The origin story
December 2013. Bitcoin had just hit ~$1,200 and then dropped. Forum user GameKyuubi wrote a post titled “I AM HODLING” explaining why he was holding despite the crash:
“I type d that. anyway. I still have my coins. I still have some coins. You only sell in a bear market if you are a day trader or an illusioned noob. The people inbetween hold. In a zero-sum game such as this, traders can only take your money if you sell.”
The typo + emotional honesty + strategic clarity resonated. “HODL” became crypto shorthand. The backronym “Hold On for Dear Life” emerged later.
Why HODL works (sometimes)
The HODL thesis for BTC specifically: Bitcoin has an upward-biased long-term trend (rising market cap, growing adoption, finite supply). Over any 4-year holding period since 2013, HODLing has outperformed any active trading strategy for the vast majority of participants.
The math supports the general idea:
- Timing short-term moves requires being right on both entry and exit.
- Taxes and gas compound on every trade.
- Emotional trading during volatility often locks in losses.
- Long-term holders have benefited from the structural upside without needing to time.
For Bitcoin through multiple cycles, HODLing has dramatically outperformed the median trader.
When HODL fails
HODL is not a universal strategy. It fails specifically when:
- Applied to broken narratives. ICO-era tokens held from 2017 never recovered. Many 2021 alts never recovered to their cycle highs. Holding a fading project through multiple cycles is usually capital destruction.
- Applied to failed projects. LUNA, FTT, and dozens of other tokens went to near-zero. HODL is not a defense against structural failure.
- Applied through leverage. HODLing a leveraged position that gets liquidated means losing it all regardless of long-term conviction. Leveraged HODL is a contradiction.
- Applied without sizing discipline. A 50% drawdown on a 80% concentration hurts more than the same drawdown on a 20% position. Sizing and HODL are complements, not substitutes.
HODL vs holding
The difference between “HODL” and actively holding:
- HODL implies weathering all drawdowns, ignoring news, not rebalancing, not taking profits.
- Holding is a neutral position — you haven’t decided to sell, but you might if circumstances change.
Most practical investors are holders, not HODLers. They take partial profits on multi-x moves, rebalance when concentrations grow, and sell when the original thesis breaks. The pure HODL ethos is cultural and motivational — useful as an anti-panic-selling device, less useful as an absolute rule.
Risks and considerations
- HODL as excuse to ignore. “I’m HODLing” shouldn’t mean “I’m not paying attention.” Projects fail, narratives rot, conditions change. Regular reassessment is required.
- HODL as ego protection. Admitting a position was a mistake is emotionally hard. HODL can become a rationalization for not taking losses on failed positions.
- HODL vs dollar-cost averaging. DCA (buying consistently over time) is different from HODL (holding existing position). Both are valid; they address different problems.
For BTC and ETH specifically: the HODL ethos has worked across multiple cycles for holders who could actually tolerate 80% drawdowns. For altcoins, most “HODL forever” theses have been wrong. Treat HODL as a mindset for major assets with strong long-term theses; don’t apply it universally.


What is expected>
Exactly the lines from the one containing "using format <box>X1,Y1,X2,Y2</box>." through the final line of the data are to be written out again, with nothing added.

[Records excerpted from a collection]
Segment Open
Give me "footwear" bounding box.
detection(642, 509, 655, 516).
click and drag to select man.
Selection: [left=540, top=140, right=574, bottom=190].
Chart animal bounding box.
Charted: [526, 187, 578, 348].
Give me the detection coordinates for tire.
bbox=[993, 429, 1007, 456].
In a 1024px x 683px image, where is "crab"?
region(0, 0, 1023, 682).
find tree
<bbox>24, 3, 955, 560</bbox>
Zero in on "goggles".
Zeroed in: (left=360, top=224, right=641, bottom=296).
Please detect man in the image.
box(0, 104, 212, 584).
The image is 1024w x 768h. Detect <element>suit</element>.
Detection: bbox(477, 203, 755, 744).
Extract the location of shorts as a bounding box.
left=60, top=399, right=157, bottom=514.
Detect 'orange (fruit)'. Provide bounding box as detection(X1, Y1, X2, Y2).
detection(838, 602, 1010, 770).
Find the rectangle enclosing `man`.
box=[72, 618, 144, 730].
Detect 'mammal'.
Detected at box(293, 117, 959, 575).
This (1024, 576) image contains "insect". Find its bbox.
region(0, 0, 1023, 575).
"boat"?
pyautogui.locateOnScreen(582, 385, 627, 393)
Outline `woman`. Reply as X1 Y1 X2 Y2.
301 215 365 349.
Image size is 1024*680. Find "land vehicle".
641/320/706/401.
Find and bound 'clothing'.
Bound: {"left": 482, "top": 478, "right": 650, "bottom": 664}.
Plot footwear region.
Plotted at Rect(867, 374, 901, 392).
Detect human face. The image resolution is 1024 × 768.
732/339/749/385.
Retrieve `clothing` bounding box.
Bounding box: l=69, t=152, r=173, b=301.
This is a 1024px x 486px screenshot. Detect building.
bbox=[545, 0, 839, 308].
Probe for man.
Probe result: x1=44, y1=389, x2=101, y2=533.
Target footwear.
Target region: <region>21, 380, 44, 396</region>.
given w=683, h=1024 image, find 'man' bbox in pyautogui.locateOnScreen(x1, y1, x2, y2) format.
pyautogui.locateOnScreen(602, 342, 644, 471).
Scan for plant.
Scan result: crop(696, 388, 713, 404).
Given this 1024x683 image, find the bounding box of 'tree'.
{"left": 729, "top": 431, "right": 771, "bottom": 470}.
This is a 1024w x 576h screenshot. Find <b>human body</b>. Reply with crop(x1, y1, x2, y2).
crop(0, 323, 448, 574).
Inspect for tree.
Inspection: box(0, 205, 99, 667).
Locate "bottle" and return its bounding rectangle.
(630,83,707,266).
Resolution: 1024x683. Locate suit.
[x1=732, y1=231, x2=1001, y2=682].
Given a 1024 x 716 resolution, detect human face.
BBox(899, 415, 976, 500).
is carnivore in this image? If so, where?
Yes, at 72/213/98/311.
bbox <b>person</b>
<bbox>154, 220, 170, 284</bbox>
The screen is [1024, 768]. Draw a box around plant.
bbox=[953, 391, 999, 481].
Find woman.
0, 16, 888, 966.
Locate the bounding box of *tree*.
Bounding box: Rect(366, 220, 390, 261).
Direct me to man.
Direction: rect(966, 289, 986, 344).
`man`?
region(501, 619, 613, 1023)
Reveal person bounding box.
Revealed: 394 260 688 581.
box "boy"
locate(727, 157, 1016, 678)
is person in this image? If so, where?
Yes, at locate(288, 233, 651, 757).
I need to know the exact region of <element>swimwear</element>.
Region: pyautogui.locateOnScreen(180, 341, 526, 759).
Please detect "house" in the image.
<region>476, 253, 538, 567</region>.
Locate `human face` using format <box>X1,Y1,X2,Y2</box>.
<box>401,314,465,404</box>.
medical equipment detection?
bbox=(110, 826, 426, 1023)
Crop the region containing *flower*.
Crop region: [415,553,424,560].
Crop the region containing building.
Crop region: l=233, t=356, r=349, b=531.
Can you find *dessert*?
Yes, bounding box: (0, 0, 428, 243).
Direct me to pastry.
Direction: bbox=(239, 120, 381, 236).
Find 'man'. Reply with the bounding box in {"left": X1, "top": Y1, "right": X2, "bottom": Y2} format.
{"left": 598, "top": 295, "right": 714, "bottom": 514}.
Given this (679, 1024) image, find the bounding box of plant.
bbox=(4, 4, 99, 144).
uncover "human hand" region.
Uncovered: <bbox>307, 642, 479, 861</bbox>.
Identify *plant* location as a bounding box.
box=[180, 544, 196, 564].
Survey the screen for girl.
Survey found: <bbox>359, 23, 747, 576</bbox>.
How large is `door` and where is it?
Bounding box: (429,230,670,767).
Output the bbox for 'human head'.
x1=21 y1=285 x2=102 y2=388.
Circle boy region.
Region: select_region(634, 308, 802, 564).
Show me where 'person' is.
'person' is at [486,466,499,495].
Segment Closed
Solution to this problem>
Locate `human face` using format <box>X1,Y1,X2,Y2</box>.
<box>401,314,465,404</box>.
medical equipment detection?
bbox=(110, 826, 426, 1023)
Crop the region containing *flower*.
Crop region: [415,553,424,560].
Crop the region containing building.
Crop region: l=233, t=356, r=349, b=531.
Can you find *dessert*?
Yes, bounding box: (0, 0, 428, 243).
Direct me to pastry.
Direction: bbox=(239, 120, 381, 236).
Find 'man'. Reply with the bounding box in {"left": X1, "top": Y1, "right": X2, "bottom": Y2} format.
{"left": 598, "top": 295, "right": 714, "bottom": 514}.
Given this (679, 1024) image, find the bounding box of plant.
bbox=(4, 4, 99, 144).
uncover "human hand" region.
Uncovered: <bbox>307, 642, 479, 861</bbox>.
Identify *plant* location as a bounding box.
box=[180, 544, 196, 564].
Survey the screen for girl.
Survey found: <bbox>359, 23, 747, 576</bbox>.
How large is `door` and where is it?
Bounding box: (429,230,670,767).
Output the bbox for 'human head'.
x1=21 y1=285 x2=102 y2=388.
Circle boy region.
Region: select_region(634, 308, 802, 564).
Show me where 'person' is.
'person' is at [486,466,499,495].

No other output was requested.